On s 5B: Section 5B(1)(b) does not set a high threshold for what is a “not insignificant” risk. The provision sets “a slightly more demanding standard” than the “undemanding” test at common law of the risk being real and not far-fetched or fanciful: [35]-[36]. This “not particularly demanding” test was readily met here: [37], [122], [130]-[132].

There could be no dispute that a reasonable person in the position of the insured driver would have taken precautions to avoid causing the risk of harm at issue: that was because foresight is not required of the precise manner or character of the risk of harm; the distance in space and time between the original accident and Ms Collins’ accident had no real relevance to the likelihood of the risk; and a risk may have a low likelihood of occurrence but still be characterised as not insignificant.

The relevant precautions were the same precautions the insured driver was required to take to avoid causing the original collision. The respondent admitted that the insured driver had breached his duty to the occupants of the car with which he collided. Consequently, breach of duty was made out: [38]-[42], [134]-[137].

 

On s 5R: Contributory negligence must be assessed according to the standard which would apply if the plaintiff were the defendant, under s 5R(1). Ms Collins was found to be 20% contributorily negligent because the vehicle behind her was able to stop in time and avoid a collision: [142]- [145].

 

NSWCA decisions referred to in discussion:

 

Bunnings Group Ltd v Giudice [2018] NSWCA 144

 

Motorcycling Events Group Australia Pty Ltd v Kelly (2013) 86 NSWLR 55; [2013] NSWCA

361

 

Prouten v Chapman [2021] NSWCA 207

 

Rail Corporation New South Wales v Donald; Staff Innovations Pty Ltd t/as Bamford Family Trust [2018] NSWCA 82

 

Shaw v Thomas [2010] NSWCA 16

 

Sibraa v Brown [2012] NSWCA 328

 

Stenning v Sanig [2015] NSWCA 214

 

Stojan v Kenway [2009] NSWCA 364

 

High Court decisions referred to in discussion

 

Chapman v Hearse (1961) 106 CLR 112;

[1961] HCA 46

 

March v Stramare (E & MH) Pty Ltd (1991) 171 CLR 506; [1991] HCA 12

 

Tapp v Australian Bushmen’s Campdraft & Rodeo Association Limited (2022) 399 ALR

535; [2022] HCA 11

JFIT Holdings Pty Ltd t/as New Dimensions Health & Fitness v Powell [2021] NSWCA 137

Ms Powell injured her back when lifting a 25kg weight plate from the floor to replace it on the rack, in a gym operated by JFIT Holdings Pty Ltd (“JFIT”).
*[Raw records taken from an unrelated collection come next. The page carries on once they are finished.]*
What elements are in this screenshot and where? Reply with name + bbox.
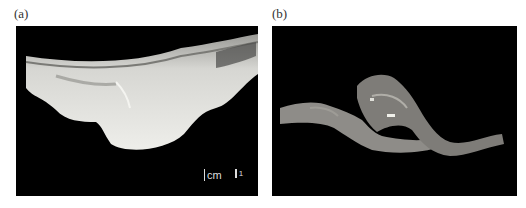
panel-label-b: (b): [272, 6, 287, 22]
specimen-image-a: cm 1: [16, 26, 258, 196]
panel-label-a: (a): [14, 6, 28, 22]
scale-unit: cm: [204, 169, 222, 181]
scale-tick: 1: [235, 169, 243, 178]
specimen-b-illustration: [272, 26, 517, 196]
specimen-image-b: [272, 26, 517, 196]
scale-bar: cm 1: [204, 169, 243, 181]
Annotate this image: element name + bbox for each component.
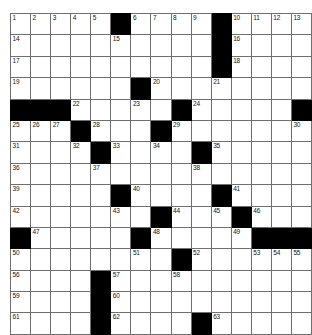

The weight plate had been left on the floor by another gym user. While it was a rule of gym membership that users put away their weights after use, that rule was not enforced, with equipment often left out to be put away by subsequent gym users. This was known to be particularly problematic between 3pm and 5pm on weekdays, the period following which Ms Powell was injured. The primary judge, rejecting defences of contributory negligence, obvious risk and waiver, awarded Ms Powell damages for negligence. JFIT

 

appealed, arguing that the primary judge failed to properly identify the risk of harm for the purposes of s 5B. The primary judge formulated the relevant risk of harm as including “the risk of injury from lifting heavy weight plates from the floor in the course of undertaking housekeeping activity as distinct from undertaking an exercise regime, where those weight plates had been left strewn there in circumstances in which gymnasium staff had not taken steps to inspect the area, collect and appropriately store those weights”. The Court of Appeal dismissed the appeal.

 

On s 5B: The primary judge’s formulation was unduly narrow, focusing purely and precisely on the circumstances in which Ms Powell suffered her injury: [35]. However, the proposed alternative formulation – as “the risk of suffering injury whilst lifting up a weight and putting it away” – was not shown to yield any different result: [32]-[33]. The risk of harm, however formulated, was not insignificant. That standard, involving a combined evaluation of the significance of potential injury and the likelihood of its occurring, is not particularly high: [39].

 

 

 

Prouten v Chapman [2021] NSWCA 207

 

Ms Prouten was injured while delivering mail on a motorcycle when she collided with an extender bed left protruding from the rear of the Chapmans’ caravan, which was parked on the nature strip in front of their property. Ms Prouten’s claim was rejected, inter alia, on the basis that she had not established a breach of the Chapmans’ duty of care. Ms

 

Prouten appealed, and the Court of Appeal by majority dismissed the appeal.

 

On s 5B: The obviousness of the caravan to anyone using the right of way made the risk of harm for the purposes of s 5B a very specific one. As the primary judge found, the risk was that “a person travelling only from east to west, and only on the nature strip, and only at a speed at least somewhat above walking pace, and only following a route that led him or her around the caravan as opposed to past it, could collide or nearly collide with the stationary bed, and suffer some injury as a result”. Though the degree of generality or specificity with which a risk of harm is specified may be complex and contestable, in this case there were very few ways in which a stationary unconcealed object could cause harm to a plaintiff and thus there was no error in the primary judge’s very specific formulation: [21]. The duty owed to a motorist must account for drivers taking reasonable care for their own safety. With this in mind, it may be doubted that the owner of a large, highly visible and stationary object into which a moving vehicle collides is guilty of negligence: [22].

 

Though the test in s 5B(1)(b) is more demanding than that of a risk that is not far- fetched or fanciful, the difficulty in formulating, prospectively, a use of the nature strip likely to result in injury as a result of the defendants’ conduct speaks against a finding that the risk was not insignificant: [24]. For the purposes of s 5B(1)(c), the law of negligence must ordinarily reflect the foresight, reactions and conduct of ordinary members of the community, as holding defendants to higher standards can only bring the law of negligence into disrepute: [25].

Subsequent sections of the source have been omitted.